(based on suggestions from @margolanagan, @realnixwilliams, @greenspace01)
Mourning is no rollercoaster.
A flat, straight road towards
a flat horizon. Vanishing point
does not curve with tears or songs.
If there was a cure for kindness
I’d dose up everyone I know.
Morning is no miracle.
Sun is a cheap chocolate coin
Floury and greasy; a waste of calories.
Death tastes like low cocoa mass.
If there was a cure for grief,
I’d choose the blue pill.
Mourning is no sprint to the finish.
Take foot, place in front of other foot.
The thought of it is enough:
even a cheap sun gleams precious.
If there was a cure for fear
I’d pick chocolate over snake oil.
Morning is no uncommon birth.
Unpeeled gold foil coins prompt
surprised smiles at clichéd lining.
Kids like cheap chocolate.
If there was a cure for their pleasure
I’d criminalise it and flush the drugs.
______________________________________
Today's poem is based on suggestions from three peeps:
- @margolanagan: “I think there definitely should be some gold foil in there somewhere.”
- @realnixwilliams: “walking along long, straight roads towards a flat horizon.”
- @greenspace01: “Death, rebirth, and chocolate as an antidote to fear”
I was talking to a friend recently about whether if there was a cure for grief, if you could skip the whole thing, would you take the pill? Or is it a necessary process? The blue pill in the Matrix is the one that keeps you in blissful ignorance. I'm a bit ambivalent, I have to admit. I think I'd probably take the pill. Or maybe - yes well, let's just say I'm undecided.
Anyway, this poem reflects my mixed emotions about feeling vs. not feeling, about how numbing pain usually results in numbing pleasure as well.
And how sucky it is that the cliche is true: time really is the only moderator of grief. Stupid cliches.
4 comments:
I was taken with Juliana Hatfield's 'a heart that hurts is a heart that works' and it seems it may become a cliche.
Mornings are enough.
Old school.
I suppose if there was a pill and you opted to take it then you'd never know grief and would be blissfully unaware whether you're better or worse for it?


DIRECTIONS FOR THIS TASK | Your response should be the lines from the one holding "xyxy pixel coordinates" to the last line of the data below, copied exactly and with no additions.

EXTRACTED DATA |
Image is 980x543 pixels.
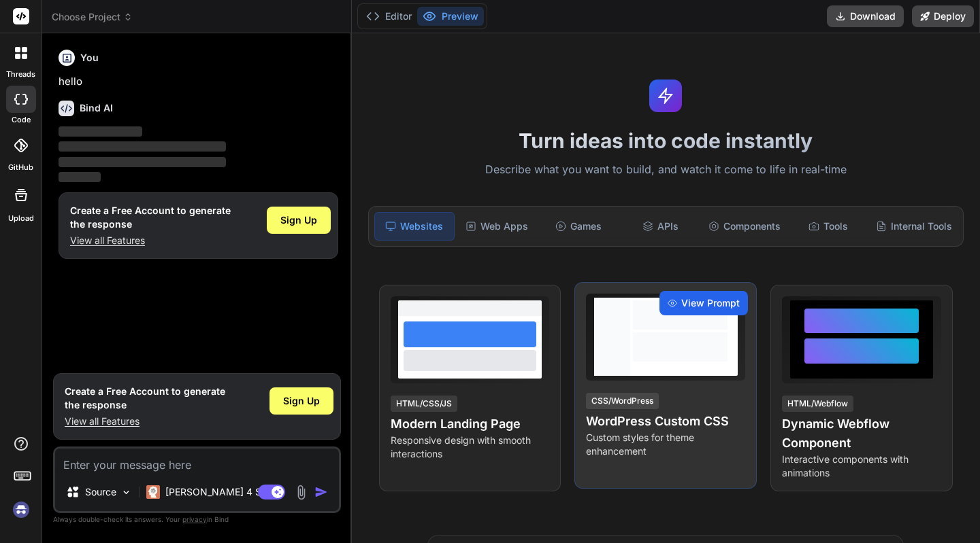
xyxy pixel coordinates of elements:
div: Components [703,212,786,240]
button: Editor [360,7,417,26]
span: Sign Up [283,394,320,408]
button: Deploy [911,5,974,27]
p: Source [85,485,117,499]
div: HTML/Webflow [782,396,853,412]
button: Preview [417,7,484,26]
span: ‌ [58,172,101,182]
span: ‌ [58,157,226,167]
h1: Create a Free Account to generate the response [64,385,225,412]
label: threads [6,68,36,80]
div: Websites [374,212,454,240]
img: signin [10,498,33,521]
span: privacy [182,516,207,523]
h1: Turn ideas into code instantly [360,129,972,153]
label: code [12,114,31,126]
div: Games [539,212,617,240]
h6: Bind AI [79,101,113,115]
p: View all Features [64,415,225,428]
img: icon [315,485,328,499]
label: GitHub [8,162,34,173]
h1: Create a Free Account to generate the response [70,204,231,231]
button: Download [826,5,903,27]
div: HTML/CSS/JS [391,396,457,412]
div: Internal Tools [870,212,957,240]
h6: You [80,51,99,64]
p: Custom styles for theme enhancement [586,431,745,458]
h4: Modern Landing Page [391,415,550,433]
label: Upload [8,213,34,225]
img: Pick Models [121,487,132,498]
span: ‌ [58,142,226,151]
img: attachment [293,485,309,501]
div: APIs [620,212,700,240]
span: Sign Up [280,214,317,227]
span: Choose Project [51,10,133,24]
p: Responsive design with smooth interactions [391,433,550,461]
div: Tools [789,212,868,240]
h4: WordPress Custom CSS [586,412,745,431]
h4: Dynamic Webflow Component [782,415,941,453]
p: Interactive components with animations [782,453,941,480]
p: Describe what you want to build, and watch it come to life in real-time [360,161,972,179]
p: hello [58,74,338,90]
img: Claude 4 Sonnet [146,485,160,499]
p: Always double-check its answers. Your in Bind [53,514,341,526]
span: View Prompt [681,296,739,310]
p: View all Features [70,234,231,247]
div: CSS/WordPress [586,393,659,409]
div: Web Apps [457,212,536,240]
span: ‌ [58,127,142,137]
p: [PERSON_NAME] 4 S.. [165,485,267,499]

WRITTEN REPLY |
xyxy pixel coordinates of elements:
div: Components [703,212,786,240]
button: Editor [360,7,417,26]
span: Sign Up [283,394,320,408]
button: Deploy [911,5,974,27]
p: Source [85,485,117,499]
div: HTML/Webflow [782,396,853,412]
button: Preview [417,7,484,26]
span: ‌ [58,172,101,182]
span: ‌ [58,157,226,167]
h1: Create a Free Account to generate the response [64,385,225,412]
label: threads [6,68,36,80]
div: Websites [374,212,454,240]
img: signin [10,498,33,521]
span: privacy [182,516,207,523]
h1: Turn ideas into code instantly [360,129,972,153]
label: code [12,114,31,126]
div: Games [539,212,617,240]
h6: Bind AI [79,101,113,115]
p: View all Features [64,415,225,428]
img: icon [315,485,328,499]
label: GitHub [8,162,34,173]
h1: Create a Free Account to generate the response [70,204,231,231]
button: Download [826,5,903,27]
div: HTML/CSS/JS [391,396,457,412]
div: Internal Tools [870,212,957,240]
h6: You [80,51,99,64]
p: Custom styles for theme enhancement [586,431,745,458]
h4: Modern Landing Page [391,415,550,433]
label: Upload [8,213,34,225]
img: Pick Models [121,487,132,498]
span: ‌ [58,142,226,151]
img: attachment [293,485,309,501]
div: APIs [620,212,700,240]
span: Sign Up [280,214,317,227]
span: Choose Project [51,10,133,24]
p: Responsive design with smooth interactions [391,433,550,461]
div: Tools [789,212,868,240]
h4: WordPress Custom CSS [586,412,745,431]
h4: Dynamic Webflow Component [782,415,941,453]
p: Interactive components with animations [782,453,941,480]
p: Describe what you want to build, and watch it come to life in real-time [360,161,972,179]
p: hello [58,74,338,90]
img: Claude 4 Sonnet [146,485,160,499]
p: Always double-check its answers. Your in Bind [53,514,341,526]
span: View Prompt [681,296,739,310]
p: View all Features [70,234,231,247]
div: CSS/WordPress [586,393,659,409]
div: Web Apps [457,212,536,240]
span: ‌ [58,127,142,137]
p: [PERSON_NAME] 4 S.. [165,485,267,499]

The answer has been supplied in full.